Paul Hudak wrote:
In fact avoiding space leaks was one of the motivations for our moving to an arrow framework for FRP (now called Yampa). Arrows amount to a point-free coding style, although with "arrow syntax" the cumbersomeness of programming in that style is largely alleviated.
I think that's an entirely different thing. You changed representation of signal transformers from newtype SF a b = SF ([a] -> [b]) to data SF a b = SF (a -> (b, SF a b)) By enforcing a synchronous processing, you avoid leaking Signals.
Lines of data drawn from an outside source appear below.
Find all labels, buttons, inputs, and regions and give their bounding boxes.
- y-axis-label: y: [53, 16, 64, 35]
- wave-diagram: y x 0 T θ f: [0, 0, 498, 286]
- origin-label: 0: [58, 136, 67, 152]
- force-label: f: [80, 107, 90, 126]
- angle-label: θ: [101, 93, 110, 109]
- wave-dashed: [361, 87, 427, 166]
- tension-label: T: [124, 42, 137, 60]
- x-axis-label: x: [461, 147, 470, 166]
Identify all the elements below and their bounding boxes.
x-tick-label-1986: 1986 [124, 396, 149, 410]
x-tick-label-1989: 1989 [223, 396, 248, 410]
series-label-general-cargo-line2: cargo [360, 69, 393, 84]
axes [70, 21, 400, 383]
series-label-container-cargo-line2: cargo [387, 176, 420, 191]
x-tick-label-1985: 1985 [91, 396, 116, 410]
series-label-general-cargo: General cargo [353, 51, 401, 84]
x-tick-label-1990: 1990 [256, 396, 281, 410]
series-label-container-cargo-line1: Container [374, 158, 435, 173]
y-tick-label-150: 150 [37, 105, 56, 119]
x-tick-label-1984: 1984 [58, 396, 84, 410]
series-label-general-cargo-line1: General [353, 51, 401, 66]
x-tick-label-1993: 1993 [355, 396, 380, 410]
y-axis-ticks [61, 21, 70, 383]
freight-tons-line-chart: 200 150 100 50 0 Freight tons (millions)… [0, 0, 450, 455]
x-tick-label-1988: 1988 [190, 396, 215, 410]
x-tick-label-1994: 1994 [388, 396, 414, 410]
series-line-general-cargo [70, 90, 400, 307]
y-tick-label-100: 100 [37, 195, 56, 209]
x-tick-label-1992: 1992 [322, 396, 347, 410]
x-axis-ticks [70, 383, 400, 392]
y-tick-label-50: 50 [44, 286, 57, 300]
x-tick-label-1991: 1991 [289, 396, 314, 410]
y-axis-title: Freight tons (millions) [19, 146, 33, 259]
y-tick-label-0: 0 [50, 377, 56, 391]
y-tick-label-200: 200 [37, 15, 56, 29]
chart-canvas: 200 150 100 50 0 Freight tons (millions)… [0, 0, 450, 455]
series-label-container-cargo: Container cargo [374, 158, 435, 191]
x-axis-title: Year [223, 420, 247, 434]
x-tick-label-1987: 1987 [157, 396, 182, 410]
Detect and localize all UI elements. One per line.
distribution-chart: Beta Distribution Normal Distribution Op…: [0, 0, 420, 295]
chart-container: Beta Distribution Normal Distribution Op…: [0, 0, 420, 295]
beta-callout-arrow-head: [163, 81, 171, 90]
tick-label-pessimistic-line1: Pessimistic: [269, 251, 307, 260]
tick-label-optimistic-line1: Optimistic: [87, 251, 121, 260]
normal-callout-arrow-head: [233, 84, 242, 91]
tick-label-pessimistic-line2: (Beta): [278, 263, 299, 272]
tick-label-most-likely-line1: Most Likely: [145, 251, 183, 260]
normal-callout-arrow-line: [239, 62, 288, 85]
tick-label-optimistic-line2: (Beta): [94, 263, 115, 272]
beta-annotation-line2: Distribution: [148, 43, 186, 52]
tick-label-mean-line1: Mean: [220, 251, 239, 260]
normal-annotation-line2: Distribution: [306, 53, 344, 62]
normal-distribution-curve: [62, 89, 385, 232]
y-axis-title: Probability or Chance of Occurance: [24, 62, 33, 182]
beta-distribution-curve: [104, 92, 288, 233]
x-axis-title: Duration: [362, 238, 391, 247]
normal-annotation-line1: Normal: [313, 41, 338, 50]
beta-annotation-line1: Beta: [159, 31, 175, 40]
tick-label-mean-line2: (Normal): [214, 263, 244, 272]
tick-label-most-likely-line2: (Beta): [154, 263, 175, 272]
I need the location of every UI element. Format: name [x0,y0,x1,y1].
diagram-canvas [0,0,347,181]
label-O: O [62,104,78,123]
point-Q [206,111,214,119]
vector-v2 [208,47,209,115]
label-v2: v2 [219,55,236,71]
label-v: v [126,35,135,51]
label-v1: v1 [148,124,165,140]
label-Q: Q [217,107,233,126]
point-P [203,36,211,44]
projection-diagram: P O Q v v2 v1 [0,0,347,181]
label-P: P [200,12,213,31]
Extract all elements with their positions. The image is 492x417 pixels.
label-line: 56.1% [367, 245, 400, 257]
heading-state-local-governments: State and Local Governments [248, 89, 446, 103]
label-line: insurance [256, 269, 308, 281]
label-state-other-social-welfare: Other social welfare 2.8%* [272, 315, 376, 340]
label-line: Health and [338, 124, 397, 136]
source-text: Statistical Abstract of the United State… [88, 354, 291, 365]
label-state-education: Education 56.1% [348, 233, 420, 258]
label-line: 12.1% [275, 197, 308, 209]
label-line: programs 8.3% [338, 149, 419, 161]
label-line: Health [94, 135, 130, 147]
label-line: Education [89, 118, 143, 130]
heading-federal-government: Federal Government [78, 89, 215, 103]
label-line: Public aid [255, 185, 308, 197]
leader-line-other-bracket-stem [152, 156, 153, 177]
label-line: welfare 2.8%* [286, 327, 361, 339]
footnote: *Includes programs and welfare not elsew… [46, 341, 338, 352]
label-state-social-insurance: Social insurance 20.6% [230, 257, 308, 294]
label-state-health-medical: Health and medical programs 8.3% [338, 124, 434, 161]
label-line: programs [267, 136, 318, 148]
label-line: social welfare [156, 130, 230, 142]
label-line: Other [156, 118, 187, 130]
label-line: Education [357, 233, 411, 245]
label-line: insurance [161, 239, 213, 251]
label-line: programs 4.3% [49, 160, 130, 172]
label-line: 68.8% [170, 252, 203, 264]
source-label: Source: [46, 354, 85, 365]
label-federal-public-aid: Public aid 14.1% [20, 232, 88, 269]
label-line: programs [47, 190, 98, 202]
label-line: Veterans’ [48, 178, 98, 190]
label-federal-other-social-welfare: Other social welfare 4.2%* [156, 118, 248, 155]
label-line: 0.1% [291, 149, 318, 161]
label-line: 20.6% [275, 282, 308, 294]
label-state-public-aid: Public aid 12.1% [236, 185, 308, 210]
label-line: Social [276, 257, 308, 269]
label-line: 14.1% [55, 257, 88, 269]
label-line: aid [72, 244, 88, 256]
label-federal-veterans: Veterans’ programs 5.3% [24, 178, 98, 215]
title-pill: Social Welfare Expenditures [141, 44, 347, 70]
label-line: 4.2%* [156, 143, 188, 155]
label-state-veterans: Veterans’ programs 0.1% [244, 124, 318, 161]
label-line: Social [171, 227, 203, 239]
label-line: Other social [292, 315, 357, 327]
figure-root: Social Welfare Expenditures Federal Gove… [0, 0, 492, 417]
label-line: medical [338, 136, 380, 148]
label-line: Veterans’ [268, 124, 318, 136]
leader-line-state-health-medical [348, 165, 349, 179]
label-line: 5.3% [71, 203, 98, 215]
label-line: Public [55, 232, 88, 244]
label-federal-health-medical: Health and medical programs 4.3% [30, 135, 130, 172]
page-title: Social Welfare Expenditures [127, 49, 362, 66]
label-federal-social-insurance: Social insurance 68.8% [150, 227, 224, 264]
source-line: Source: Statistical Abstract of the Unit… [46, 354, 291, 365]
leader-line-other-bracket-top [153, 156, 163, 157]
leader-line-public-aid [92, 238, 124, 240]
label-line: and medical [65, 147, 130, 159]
The latter cannot be isomorphic to a function type (Signal a -> Signal b) for an appropriate Signal, so this implies a point-free style as there is no way to hold stuff of type (Signal a) in variable bindings. This does not mean that there is no point-wise syntax for arrows, it just means that point-wiseness cannot be achieved via variables in the context of function application, i.e. via lambda abstraction. In fact, the main point about Arrows is not that they are an abstraction for computations but that they allow a point-wise syntactic sugar (which stems from their computational being, of course)! The optimization problem here uses (almost) one and the same representation (pure (a -> b), sometimes packed in (a -> IO b)) and point-free turns out to be space friendlier than point-wise. That's very puzzling and i think ghc -O2 should eliminate this. Regards, afpelmus PS: IMHO the semantics of (SF a b) need a real cleanup. (Time -> a) -> (Time -> b) is too crude, because these map transformers even cannot be made an instance of ArrowChoice. Also, Dirac-like peaks (that is Events) do not fit in.